── Supplied records

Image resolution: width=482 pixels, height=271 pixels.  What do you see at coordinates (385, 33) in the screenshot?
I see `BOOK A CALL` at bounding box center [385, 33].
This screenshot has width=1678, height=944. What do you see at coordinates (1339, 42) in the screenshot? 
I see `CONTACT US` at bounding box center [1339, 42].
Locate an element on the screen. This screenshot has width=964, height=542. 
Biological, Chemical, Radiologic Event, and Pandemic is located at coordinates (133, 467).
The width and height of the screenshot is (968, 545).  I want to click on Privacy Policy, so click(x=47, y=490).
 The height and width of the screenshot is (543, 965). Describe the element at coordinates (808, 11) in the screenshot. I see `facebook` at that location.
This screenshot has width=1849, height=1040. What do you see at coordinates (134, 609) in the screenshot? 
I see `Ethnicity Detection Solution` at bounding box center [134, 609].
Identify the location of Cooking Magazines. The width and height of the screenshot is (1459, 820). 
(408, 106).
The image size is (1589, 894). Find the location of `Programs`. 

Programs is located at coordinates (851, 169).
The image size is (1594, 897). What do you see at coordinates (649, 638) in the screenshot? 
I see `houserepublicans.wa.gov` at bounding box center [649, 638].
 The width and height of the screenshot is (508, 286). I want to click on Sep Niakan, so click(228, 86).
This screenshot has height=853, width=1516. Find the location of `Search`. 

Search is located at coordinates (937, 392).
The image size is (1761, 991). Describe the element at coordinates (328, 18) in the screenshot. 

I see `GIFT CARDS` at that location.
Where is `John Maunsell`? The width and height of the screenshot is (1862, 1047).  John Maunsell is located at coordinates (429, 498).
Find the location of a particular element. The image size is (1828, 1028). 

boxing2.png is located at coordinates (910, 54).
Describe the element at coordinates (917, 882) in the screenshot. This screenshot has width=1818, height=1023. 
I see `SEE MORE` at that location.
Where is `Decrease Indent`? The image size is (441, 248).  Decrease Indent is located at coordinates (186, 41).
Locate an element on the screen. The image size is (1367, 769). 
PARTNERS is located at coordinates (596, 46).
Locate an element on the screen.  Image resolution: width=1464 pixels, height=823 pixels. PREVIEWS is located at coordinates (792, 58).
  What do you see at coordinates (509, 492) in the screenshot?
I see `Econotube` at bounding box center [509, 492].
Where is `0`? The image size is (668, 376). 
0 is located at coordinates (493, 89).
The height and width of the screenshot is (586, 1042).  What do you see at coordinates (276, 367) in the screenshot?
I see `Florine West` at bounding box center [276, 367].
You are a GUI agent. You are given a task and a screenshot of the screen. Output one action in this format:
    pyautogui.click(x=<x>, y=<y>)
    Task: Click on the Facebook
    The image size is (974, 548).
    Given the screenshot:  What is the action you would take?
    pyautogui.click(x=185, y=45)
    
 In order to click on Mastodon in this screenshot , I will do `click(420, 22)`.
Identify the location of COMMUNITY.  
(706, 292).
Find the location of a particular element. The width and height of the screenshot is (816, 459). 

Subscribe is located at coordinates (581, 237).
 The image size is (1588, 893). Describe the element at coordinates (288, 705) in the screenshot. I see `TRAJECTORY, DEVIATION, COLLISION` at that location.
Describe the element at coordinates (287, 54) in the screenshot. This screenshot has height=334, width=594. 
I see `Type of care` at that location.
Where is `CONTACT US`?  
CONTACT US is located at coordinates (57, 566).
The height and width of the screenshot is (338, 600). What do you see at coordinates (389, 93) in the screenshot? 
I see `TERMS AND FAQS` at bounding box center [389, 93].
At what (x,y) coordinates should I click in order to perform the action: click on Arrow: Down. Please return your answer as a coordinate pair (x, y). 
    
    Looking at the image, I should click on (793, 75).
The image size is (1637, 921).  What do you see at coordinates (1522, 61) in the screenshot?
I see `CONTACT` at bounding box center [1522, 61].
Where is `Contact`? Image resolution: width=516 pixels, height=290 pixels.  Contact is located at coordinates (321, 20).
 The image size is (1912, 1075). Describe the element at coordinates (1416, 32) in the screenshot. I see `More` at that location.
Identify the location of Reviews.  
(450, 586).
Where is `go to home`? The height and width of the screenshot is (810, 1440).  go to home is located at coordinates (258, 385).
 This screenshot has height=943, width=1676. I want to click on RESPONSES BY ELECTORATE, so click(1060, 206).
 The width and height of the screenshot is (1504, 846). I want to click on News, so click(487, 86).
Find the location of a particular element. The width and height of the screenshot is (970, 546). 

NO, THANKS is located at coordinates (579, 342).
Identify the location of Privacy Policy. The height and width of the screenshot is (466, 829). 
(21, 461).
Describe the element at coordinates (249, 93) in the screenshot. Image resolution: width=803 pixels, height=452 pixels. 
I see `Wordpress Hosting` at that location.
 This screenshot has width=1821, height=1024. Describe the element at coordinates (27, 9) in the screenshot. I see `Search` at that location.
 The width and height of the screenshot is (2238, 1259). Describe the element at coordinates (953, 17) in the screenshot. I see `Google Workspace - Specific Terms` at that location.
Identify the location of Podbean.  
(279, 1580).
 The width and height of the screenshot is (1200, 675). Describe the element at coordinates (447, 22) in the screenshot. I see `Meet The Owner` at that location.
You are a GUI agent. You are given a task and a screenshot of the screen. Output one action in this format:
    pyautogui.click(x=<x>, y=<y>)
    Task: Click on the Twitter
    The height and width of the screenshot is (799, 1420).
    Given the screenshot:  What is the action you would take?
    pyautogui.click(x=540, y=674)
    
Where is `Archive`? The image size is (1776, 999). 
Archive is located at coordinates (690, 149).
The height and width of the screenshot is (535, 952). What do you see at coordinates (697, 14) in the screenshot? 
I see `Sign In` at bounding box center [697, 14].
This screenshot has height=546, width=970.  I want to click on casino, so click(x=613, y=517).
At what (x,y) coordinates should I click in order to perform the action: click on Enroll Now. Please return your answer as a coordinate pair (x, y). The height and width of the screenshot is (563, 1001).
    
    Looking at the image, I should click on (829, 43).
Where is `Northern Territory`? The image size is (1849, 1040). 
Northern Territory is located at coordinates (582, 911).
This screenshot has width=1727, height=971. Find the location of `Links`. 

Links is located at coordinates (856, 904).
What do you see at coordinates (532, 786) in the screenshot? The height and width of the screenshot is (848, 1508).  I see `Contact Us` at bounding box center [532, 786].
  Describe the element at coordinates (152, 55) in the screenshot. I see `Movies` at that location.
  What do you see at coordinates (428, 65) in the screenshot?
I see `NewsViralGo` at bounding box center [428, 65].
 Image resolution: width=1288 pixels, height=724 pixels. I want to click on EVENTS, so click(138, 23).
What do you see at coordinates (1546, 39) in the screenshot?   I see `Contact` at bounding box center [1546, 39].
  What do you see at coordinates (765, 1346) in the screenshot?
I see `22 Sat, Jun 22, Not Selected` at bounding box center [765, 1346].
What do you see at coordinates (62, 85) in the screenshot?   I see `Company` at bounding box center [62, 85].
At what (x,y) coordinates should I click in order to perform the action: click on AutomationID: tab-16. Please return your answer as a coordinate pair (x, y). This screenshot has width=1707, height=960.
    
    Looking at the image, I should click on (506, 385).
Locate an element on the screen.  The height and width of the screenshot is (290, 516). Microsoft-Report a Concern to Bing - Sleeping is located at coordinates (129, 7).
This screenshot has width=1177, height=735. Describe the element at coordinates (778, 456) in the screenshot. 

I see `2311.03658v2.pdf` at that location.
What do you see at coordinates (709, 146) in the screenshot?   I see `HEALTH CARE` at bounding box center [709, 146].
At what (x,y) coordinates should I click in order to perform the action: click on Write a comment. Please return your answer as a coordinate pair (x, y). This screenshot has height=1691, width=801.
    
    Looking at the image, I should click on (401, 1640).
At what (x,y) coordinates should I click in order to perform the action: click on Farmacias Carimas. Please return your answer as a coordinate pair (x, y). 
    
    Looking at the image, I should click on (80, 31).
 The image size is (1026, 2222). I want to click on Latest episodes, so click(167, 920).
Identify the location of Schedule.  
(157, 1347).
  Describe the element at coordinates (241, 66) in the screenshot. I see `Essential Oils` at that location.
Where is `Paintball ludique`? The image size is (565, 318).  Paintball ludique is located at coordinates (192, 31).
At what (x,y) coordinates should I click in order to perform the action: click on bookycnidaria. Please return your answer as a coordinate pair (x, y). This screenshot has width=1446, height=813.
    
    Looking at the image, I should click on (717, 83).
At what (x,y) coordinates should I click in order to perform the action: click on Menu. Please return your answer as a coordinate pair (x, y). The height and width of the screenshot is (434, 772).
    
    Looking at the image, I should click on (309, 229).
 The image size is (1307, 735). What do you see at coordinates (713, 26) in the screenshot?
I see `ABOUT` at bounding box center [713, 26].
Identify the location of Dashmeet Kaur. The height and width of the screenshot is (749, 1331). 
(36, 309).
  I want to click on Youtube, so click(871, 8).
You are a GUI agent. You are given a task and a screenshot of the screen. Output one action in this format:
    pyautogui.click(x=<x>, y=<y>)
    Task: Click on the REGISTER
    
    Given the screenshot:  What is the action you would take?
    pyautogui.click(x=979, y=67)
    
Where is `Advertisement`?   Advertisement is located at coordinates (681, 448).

────

Task requirements:
Using the data above, extract exactly the lines from the one that holds "What do you see at coordinates (532, 786)" to the one that holds "What do you see at coordinates (62, 85)", both ends included, and no others.

Result below:
What do you see at coordinates (532, 786) in the screenshot? The height and width of the screenshot is (848, 1508).  I see `Contact Us` at bounding box center [532, 786].
  Describe the element at coordinates (152, 55) in the screenshot. I see `Movies` at that location.
  What do you see at coordinates (428, 65) in the screenshot?
I see `NewsViralGo` at bounding box center [428, 65].
 Image resolution: width=1288 pixels, height=724 pixels. I want to click on EVENTS, so click(138, 23).
What do you see at coordinates (1546, 39) in the screenshot?   I see `Contact` at bounding box center [1546, 39].
  What do you see at coordinates (765, 1346) in the screenshot?
I see `22 Sat, Jun 22, Not Selected` at bounding box center [765, 1346].
What do you see at coordinates (62, 85) in the screenshot?   I see `Company` at bounding box center [62, 85].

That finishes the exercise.